Newly discovered Port Talbot Pompeii' may have been Roman centre for agriculture
Briefly

Newly discovered Port Talbot Pompeii' may have been Roman centre for agriculture
"the discovery of the footprint of a large Roman villa in a country park on the outskirts of Port Talbot gives an intriguing fresh insight into life here centuries before heavy industry took hold. Found below the surface of Margam country park and close to the M4, the presence of the villa which has been labelled Port Talbot's Pompeii suggests the area was not on the fringes of the Roman empire but very much part of it and may have been an important agricultural centre."
"An interpretation of the ground-penetrating survey conducted at Margam country park. Illustration: TerraDat It's a lifetime find for me, the park and the community, said Langlands, the project lead for ArchaeoMargam. We suspected there was something Romano-British there but we didn't for a moment think it would be as significant as this. When I saw the footprint of this site, I was like: My word, this is really big.'"
"It changes the story. Until now Wales in the Romano-British period has, for the most part, been about legionary forts, Roman practice camps, marching camps, Roman roads.
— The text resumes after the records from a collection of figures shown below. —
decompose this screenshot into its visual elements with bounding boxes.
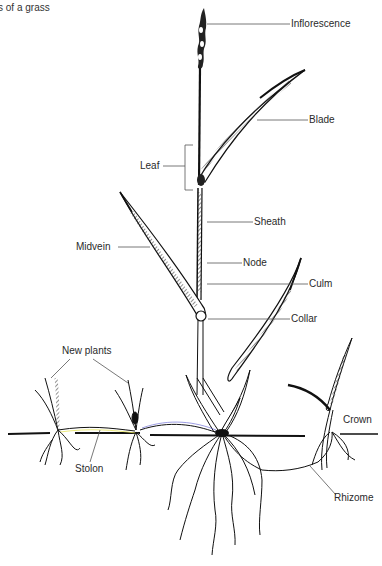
label-leaf: Leaf [140,160,159,172]
label-midvein: Midvein [76,241,110,253]
new-plant-2 [115,380,155,470]
label-new-plants: New plants [62,345,111,357]
label-stolon: Stolon [75,463,103,475]
culm [197,68,224,415]
rhizome-shoot [288,338,352,470]
crown-base [215,429,229,437]
label-blade: Blade [309,114,335,126]
label-culm: Culm [309,278,332,290]
label-rhizome: Rhizome [334,492,373,504]
inflorescence [197,8,206,69]
upper-blade [197,70,305,186]
label-crown: Crown [343,414,372,426]
leader-lines [51,24,336,495]
label-node: Node [243,257,267,269]
label-collar: Collar [291,313,317,325]
crown-leaves [186,370,250,432]
label-inflorescence: Inflorescence [291,18,350,30]
midvein-leaf [120,192,206,321]
new-plant-1 [35,378,80,465]
label-sheath: Sheath [254,216,286,228]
It's always been around conquest, which hangs like a lead weight around Wales's cultural identity in many respects but this paints a different picture. This wasn't necessarily a frontier zone, an unstable place. The villa suggests, to use a problematic word, that it was civilised."
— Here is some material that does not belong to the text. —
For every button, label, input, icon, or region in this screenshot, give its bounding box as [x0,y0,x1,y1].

A large Roman villa footprint has been found beneath the surface of Margam country park on the outskirts of Port Talbot, near the M4. Ground-penetrating radar suggests the hidden structure could be the largest villa of its kind in Wales. The villa sits within an enclosure roughly 43 metres by 55 metres and includes a substantial south-east building interpreted as a large agricultural storage building or a meeting hall. The discovery suggests the area was integrated into the Roman empire and may have been an important agricultural centre rather than a frontier zone. Project leads described the find as transformative and unexpectedly significant.